Animal Collective is an American experimental pop band formed in Baltimore, Maryland. Its members consist of Avey Tare , Panda Bear , Geologist , and Deakin . The band's work is characterized by an eclectic exploration of styles, including psychedelia, freak folk, noise, and electronica, with the use of elements such as loops, drones, sampling, vocal harmonies, and sound collage. AllMusic's Fred Thomas suggests that the group "defined the face of independent experimental rock during the 2000s and 2010s."


The band members met in school and started recording together in various forms of collaboration from a young age. In 1999, they established the record label Paw Tracks, issuing what is now considered their debut album, Spirit They're Gone, Spirit They've Vanished , as well as work by other artists. The band's 2007 album Strawberry Jam was their first to chart on the Billboard 200. Their 2009 follow-up Merriweather Post Pavilion was the band's most commercially successful album, reaching #13 on the US chart; its reverb-heavy psychedelic pop sound proved highly influential to independent music of the subsequent decade.


Records released under the name "Animal Collective" may include contributions from any or all of its members. Evolving from early collaborations between Lennox and Portner, the collective was not officially established until all four members came together for the album currently titled Ark, which was originally titled Here Comes the Indian . Most prior collaborations between the band members were then retroactively classified under Animal Collective's discography. In the case of Dibb, who often takes breaks from recording and performing with the band, his time off does not constitute full leave.

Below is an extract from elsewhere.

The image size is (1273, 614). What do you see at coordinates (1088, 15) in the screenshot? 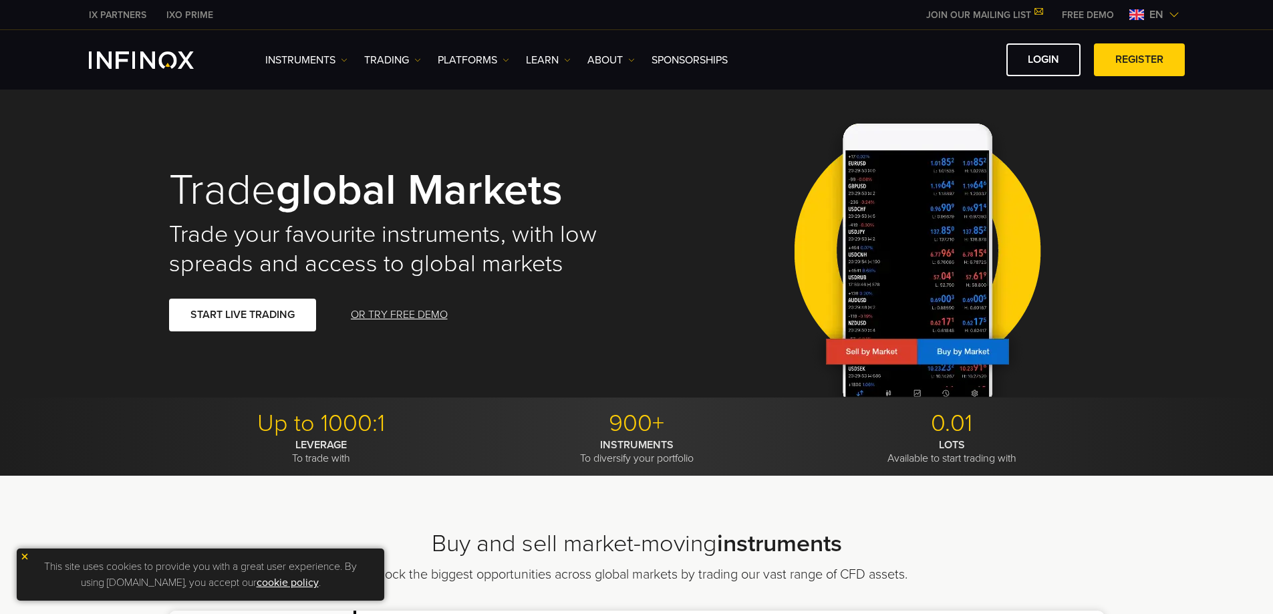
I see `a: INFINOX MENU` at bounding box center [1088, 15].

Animal Collective grew out of childhood friendships in Baltimore County. Noah Lennox and Josh Dibb met in the second grade at the Waldorf School of Baltimore and became good friends. After the eighth grade, Lennox went away to a Waldorf high school in Pennsylvania, while Dibb enrolled at The Park School of Baltimore, where David Portner had studied since grade school. In 1993, Brian Weitz moved from Philadelphia to Baltimore County and began attending Park as well, becoming friends with Portner. According to Lennox, they attended "progressive" schools that emphasized creativity, imagination and artistic self-expression as part of "a complete kind of education". Weitz and Portner started playing music together at the age of fifteen because of their shared love of the band Pavement and horror movies. Their musical range included cover songs by Pavement and The Cure as well as the songs "Poison" by Bell Biv DeVoe and "Seasons in the Sun" by Terry Jacks.

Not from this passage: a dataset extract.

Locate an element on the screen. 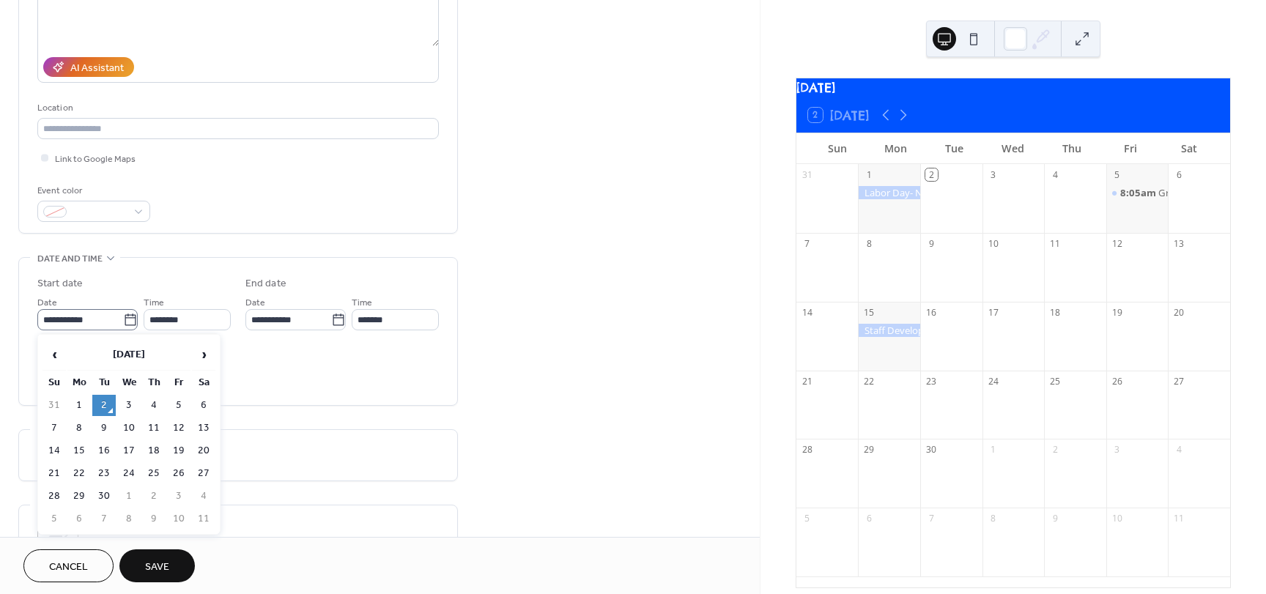 The width and height of the screenshot is (1266, 594). td: 23 is located at coordinates (104, 473).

When Portner and Weitz met Dibb later in high school, they started an indie rock band called Automine with schoolmates Brendan Fowler and David Shpritz, being the only ones they knew who wrote their own songs. "We set up a show with four bands—bands that were different formations of us", Portner remembered in an interview with Baltimore City Paper. At that time, the group did not have any contact with the music scene in Baltimore and "was more about the back porch." In 1995, Automine self-released their first and only record, the 7-inch-single Paddington Band. Around that time, they also had their first experiences with psychedelic drugs like LSD and started to improvise while playing music.


We had never heard so-called experimental music at the time, we didn't know that people made music with textures and pure sound. So we started doing that ourselves in high school, walls of drones with guitars and delay pedals and us screaming into mics.


This article uses material from the Wikipedia article "Animal Collective", which is released under the Creative Commons Attribution-Share-Alike License 3.0.